"My work explores change as a result of interaction, whether with a physical space and over time (Onflow, Hello!Plan), as a result of social interaction (Punch Table, Confidence Booth), or as a result of the random superimposition of elements (Rain Shadow).
I'm interested in combining this exploration with meandering and decorative forms. I welcome the jolt to myself (and perhaps to others) of using my careful hand-efforts as elements to be cut up, damaged, and re-purposed."
"Bachrun LoMele, has pursued art-making through college, art school, and many years as a freelance illustrator in NYC. For the past 13 years he has developed his artistic practice in a remote rural location in the California Sierra Nevada foothills. Living separated from any art scene has led to the necessity of creating his own scene in Pinehurst, and drawing others into it from afar.
With California and national artists he developed the Hatchery art spaces, utilizing abandoned hangar buildings adjacent to his studio (formerly drug-rehab compound operated by Synanon), organizing three art events for artists from around the country and the world. The 2015 exhibition, The Hatchery: Fortress, was selected to be part of an International City Tour, as conceived by UAMO (Urban Arts and Media Organization) in Munich, Germany. The Hatchery was the sole U.S. location chosen for the tour, which included Berlin, Amsterdam, Athens, Mexico City, Vienna, Prague, and Sofia. A video of the event, and works from the exhibition, will be presented at UAMO’s City Festival in Munich in April 2016.
Connections made through the Hatchery led to a solo exhibition at Arts Visalia (2012); installation of an interactive piece Punch Table for the apexart-funded Memphis Social (2013); a solo exhibition of Hello!Plan at Marshall Arts in Memphis (2014); and a solo exhibition of the interactive installation pieceConfidence Booth at the University of Tennessee Chattanooga’s Apothecary Gallery (2014).
In 2014 and 2015, the Fresno Regional Foundation (now known as the Central Valley Community Foundation), in partnership with the James Irvine Foundation, as well as the City of Visalia Community Arts Grant Program, awarded the Confidence Booth project grants to deploy the installation in numerous non-traditional urban and rural venues in the San Joaquin Valley of California.

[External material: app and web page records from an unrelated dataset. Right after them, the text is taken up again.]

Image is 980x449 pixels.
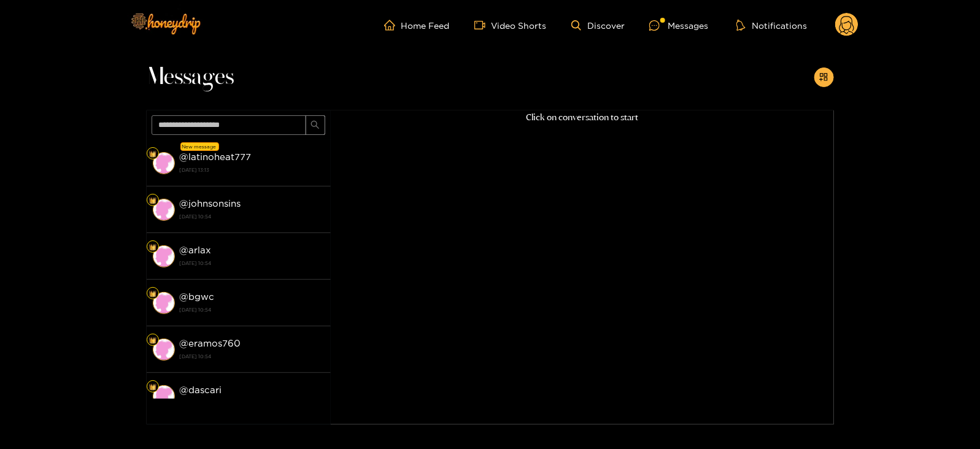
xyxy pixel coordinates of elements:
[153,152,175,174] img: conversation
[649,18,708,32] div: Messages
[149,336,156,344] img: Fan Level
[180,142,219,151] div: New message
[149,383,156,390] img: Fan Level
[153,246,175,267] img: conversation
[384,20,450,31] a: Home Feed
[180,164,325,176] strong: [DATE] 13:13
[180,245,212,255] strong: @ arlax
[819,72,828,83] span: appstore-add
[153,339,175,360] img: conversation
[180,258,325,269] strong: [DATE] 10:54
[149,243,156,251] img: Fan Level
[733,19,811,32] button: Notifications
[153,385,175,407] img: conversation
[180,198,241,209] strong: @ johnsonsins
[180,152,252,162] strong: @ latinoheat777
[474,20,547,31] a: Video Shorts
[180,211,325,222] strong: [DATE] 10:54
[180,291,215,302] strong: @ bgwc
[180,338,241,348] strong: @ eramos760
[153,292,175,314] img: conversation
[310,120,319,131] span: search
[149,197,156,204] img: Fan Level
[149,290,156,297] img: Fan Level
[474,20,492,31] span: video-camera
[180,397,325,408] strong: [DATE] 10:54
[571,20,625,31] a: Discover
[180,351,325,362] strong: [DATE] 10:54
[384,20,401,31] span: home
[149,150,156,158] img: Fan Level
[306,116,325,135] button: search
[180,304,325,315] strong: [DATE] 10:54
[153,199,175,221] img: conversation
[331,110,834,125] p: Click on conversation to start
[180,384,222,395] strong: @ dascari
[815,68,834,87] button: appstore-add
[147,62,234,92] span: Messages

He has participated in group exhibitions at the Painting Center (Chelsea, NYC), LA Artcore (Los Angeles), 31st Annual Made in California exhibition (La Brea, CA), GearBox Gallery (Oakland, CA), Gallery 1317 (San Francisco, CA), LuminArté Gallery (Dallas, TX), Gallery 263 (Cambridge, MA), and Janet Turner Print Museum (California State University, Chico).
Confidence Booth aka Hide Out
is an interactive art installation, functioning both as a significance harvesting unit, and as a display and broadcast venue, linking people in its community of heart-felt incoherence, and probing the tender boundary between public and private experience.
Welcomed into a sound-proofed booth, willing donors speak secrets ― their truths, their untold stories. No one is listening, nor is it recorded as decipherable information. Leached of meaning by a scrambling code, the spoken sentences are transformed into an essence of perceived meaning for use in the visually active, public context of the booth’s exterior.
Likewise, donated confidences are re-voiced by sound artist Anna Dembska, and broadcast from a piñata conch located outside the booth. The scrambled texts become sound through MAX/MSP using Apple Voices, to create a randomly evolving mysterious babble/Babel.
Confidence Booth is an inside-out gallery; invited inside the booth, individuals may securely reveal what is inside themselves, while on the outside their barely recognizable statements are embellished and publicized for all to see."
Take part in the installation at Small Space Fest: June 20th, 2016.